Friday, June 08, 2007

Two Old Posts



1. As ever, proofreading, I am aware of the strange punctuational malady from which suffer: hyphenism, characterized by gratuitous and ornamental bridging of modifiers and nouns with hyphens. (Not to be confused, of course, with hyphy-ism [more on this later]). I am anxious about connections, anxious to make them. Am I making sense yet? I want you to nod your head. But, oh, things fall apart--nor all the king's adverbs, nor all the king's sutures, prevent the unchaining of the signifier after the cops visit the party and tell the people in charge to turn the music down and then drive away to do cop-type things.
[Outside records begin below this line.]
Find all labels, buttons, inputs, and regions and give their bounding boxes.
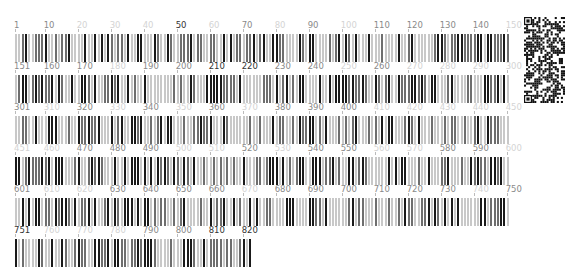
position-bar <box>114 116 116 144</box>
position-bar <box>484 157 486 185</box>
position-bar <box>503 116 505 144</box>
position-label: 370 <box>242 102 258 112</box>
position-bar <box>414 34 416 62</box>
position-bar <box>140 75 142 103</box>
position-bar <box>164 239 166 267</box>
tick-mark <box>45 234 46 237</box>
position-bar <box>428 34 430 62</box>
position-bar <box>51 34 53 62</box>
position-bar <box>461 157 463 185</box>
position-bar <box>464 157 466 185</box>
position-bar <box>216 198 218 226</box>
position-bar <box>259 198 261 226</box>
position-bar <box>15 116 17 144</box>
position-bar <box>71 116 73 144</box>
position-bar <box>206 198 208 226</box>
position-bar <box>78 198 80 226</box>
position-bar <box>365 75 367 103</box>
position-bar <box>378 157 380 185</box>
tick-mark <box>210 234 211 237</box>
position-label: 500 <box>176 143 192 153</box>
position-bar <box>467 198 469 226</box>
position-bar <box>124 239 126 267</box>
position-bar <box>164 198 166 226</box>
position-bar <box>65 75 67 103</box>
position-label: 380 <box>275 102 291 112</box>
tick-mark <box>144 193 145 196</box>
position-bar <box>500 34 502 62</box>
position-bar <box>371 116 373 144</box>
position-bar <box>121 198 123 226</box>
position-bar <box>35 198 37 226</box>
position-label: 300 <box>506 61 522 71</box>
position-bar <box>190 75 192 103</box>
position-bar <box>127 116 129 144</box>
position-bar <box>51 239 53 267</box>
position-bar <box>358 75 360 103</box>
position-bar <box>470 116 472 144</box>
position-bar <box>335 116 337 144</box>
position-bar <box>309 198 311 226</box>
position-bar <box>48 198 50 226</box>
position-bar <box>78 239 80 267</box>
position-bar <box>28 198 30 226</box>
position-bar <box>480 198 482 226</box>
position-bar <box>335 34 337 62</box>
position-bar <box>71 75 73 103</box>
position-label: 620 <box>77 184 93 194</box>
tick-mark <box>144 234 145 237</box>
position-bar <box>332 75 334 103</box>
position-bar <box>117 116 119 144</box>
position-bar <box>418 75 420 103</box>
position-bar <box>71 157 73 185</box>
position-bar <box>348 116 350 144</box>
position-bar <box>315 75 317 103</box>
position-bar <box>401 116 403 144</box>
position-bar <box>335 198 337 226</box>
position-bar <box>503 198 505 226</box>
position-label: 390 <box>308 102 324 112</box>
position-bar <box>319 116 321 144</box>
position-bar <box>256 198 258 226</box>
position-bar <box>65 34 67 62</box>
position-bar <box>249 239 251 267</box>
position-bar <box>296 75 298 103</box>
position-bar <box>497 34 499 62</box>
position-bar <box>220 75 222 103</box>
position-bar <box>233 239 235 267</box>
position-bar <box>305 157 307 185</box>
tick-mark <box>342 111 343 114</box>
position-bar <box>61 116 63 144</box>
position-bar <box>127 239 129 267</box>
position-bar <box>38 75 40 103</box>
tick-mark <box>408 193 409 196</box>
position-bar <box>286 34 288 62</box>
position-bar <box>28 157 30 185</box>
position-bar <box>124 157 126 185</box>
position-bar <box>428 116 430 144</box>
position-bar <box>239 157 241 185</box>
position-bar <box>88 198 90 226</box>
position-bar <box>170 198 172 226</box>
position-bar <box>74 157 76 185</box>
position-bar <box>170 116 172 144</box>
position-bar <box>494 75 496 103</box>
position-bar <box>203 198 205 226</box>
position-bar <box>101 157 103 185</box>
position-bar <box>329 198 331 226</box>
position-bar <box>305 75 307 103</box>
position-bar <box>404 34 406 62</box>
position-bar <box>302 116 304 144</box>
position-bar <box>65 116 67 144</box>
position-bar <box>114 34 116 62</box>
position-bar <box>197 75 199 103</box>
position-bar <box>243 239 245 267</box>
position-label: 600 <box>506 143 522 153</box>
position-bar <box>131 34 133 62</box>
position-bar <box>490 75 492 103</box>
position-bar <box>58 157 60 185</box>
position-label: 680 <box>275 184 291 194</box>
tick-mark <box>507 70 508 73</box>
position-bar <box>88 239 90 267</box>
tick-mark <box>309 193 310 196</box>
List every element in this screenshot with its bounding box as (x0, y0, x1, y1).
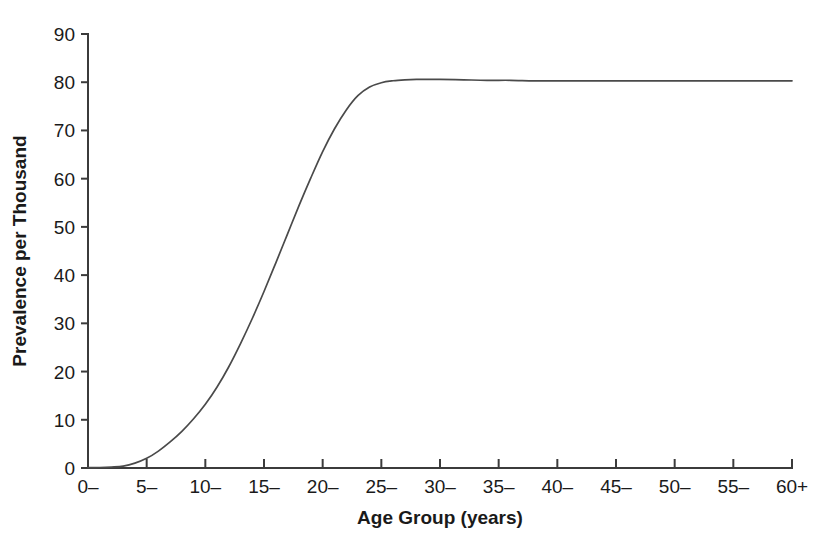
x-tick-label: 5– (136, 476, 158, 497)
x-tick-label: 45– (600, 476, 632, 497)
y-axis-title: Prevalence per Thousand (9, 135, 30, 366)
y-tick-label: 90 (54, 24, 75, 45)
x-tick-label: 40– (541, 476, 573, 497)
x-tick-label: 60+ (776, 476, 808, 497)
chart-canvas: 0102030405060708090 0–5–10–15–20–25–30–3… (0, 0, 822, 552)
y-tick-label: 30 (54, 313, 75, 334)
y-axis: 0102030405060708090 (54, 24, 89, 479)
y-tick-label: 50 (54, 217, 75, 238)
x-axis-ticks: 0–5–10–15–20–25–30–35–40–45–50–55–60+ (77, 459, 808, 497)
x-tick-label: 35– (483, 476, 515, 497)
x-tick-label: 50– (659, 476, 691, 497)
y-tick-label: 80 (54, 72, 75, 93)
x-axis: 0–5–10–15–20–25–30–35–40–45–50–55–60+ (77, 459, 808, 497)
y-tick-label: 20 (54, 362, 75, 383)
y-tick-label: 60 (54, 169, 75, 190)
y-tick-label: 0 (64, 458, 75, 479)
y-tick-label: 70 (54, 120, 75, 141)
plot-series-group (88, 79, 792, 467)
x-tick-label: 25– (365, 476, 397, 497)
x-tick-label: 55– (717, 476, 749, 497)
x-tick-label: 20– (307, 476, 339, 497)
y-tick-label: 10 (54, 410, 75, 431)
x-tick-label: 30– (424, 476, 456, 497)
x-tick-label: 15– (248, 476, 280, 497)
prevalence-line (88, 79, 792, 467)
y-tick-label: 40 (54, 265, 75, 286)
x-tick-label: 0– (77, 476, 99, 497)
y-axis-ticks: 0102030405060708090 (54, 24, 89, 479)
x-axis-title: Age Group (years) (357, 507, 523, 528)
prevalence-by-age-chart: 0102030405060708090 0–5–10–15–20–25–30–3… (0, 0, 822, 552)
x-tick-label: 10– (189, 476, 221, 497)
Nor does the recourse to the indirect style of the fragment really help matters, forcing an attention to the types of coherence that are internal to phrase units, to meaning units. The layering and proliferation of polysemousness, of vernaculars, puns, auras, mediations, icings and smogs is, it seems, also another attempt to make things stick, connect.

The pin near the top of the assemblage pops out. It holds a thread which, wrapped anxiously and multiply around each of the links, those little dead spots in thinking, makes it seem as if these words actually fit together, had receptors and nodes and agendas and budgets and all that. But no, they just drift away from each other in zero-g.


2. One month ago or so: a perfect day (clear, windy, cloudy-sunny) for looking at office park sculpture, most daring and difficult of art forms. I left my phone (see: 1, things fall apart) in the lecture hall at CCA after the tremendous Ed Roberson/Evie Shockley reading, and some kind soul found it and then found me and, after driving over to pick it up, I decided to finally head down to UCSF Mission Bay to see Richard Serra's sculpture installation there. A gigantic cruise ship was beached in a parking lot that was pretending to be water. The parking lot stretched from the early 20th century to the early 21st century. There was monumental architecture and monumental absence, construction debris, machinery and light rail, as in, perhaps, Antonioni's Red Desert or any number of Pasolini's films.

Ballast, the Serra installation, consists of two 50 ft. high rectangular steel slabs, tilted off vertical--both laterally and frontally-- by some very minute number of degrees. They are 133 ft. apart and communicate on some sonar dolphin-frequency to which ordinary perception has no access. I got up close, underneath one of the slabs, and looked up along its oxidized surface. Because the slab was off vertical, that's how I felt too, and on that day in particular, with low, fast clouds moving overhead opposite the tilt, a kind of weird counterbalance, I felt as if I were both improbably weightless and impossibly heavy.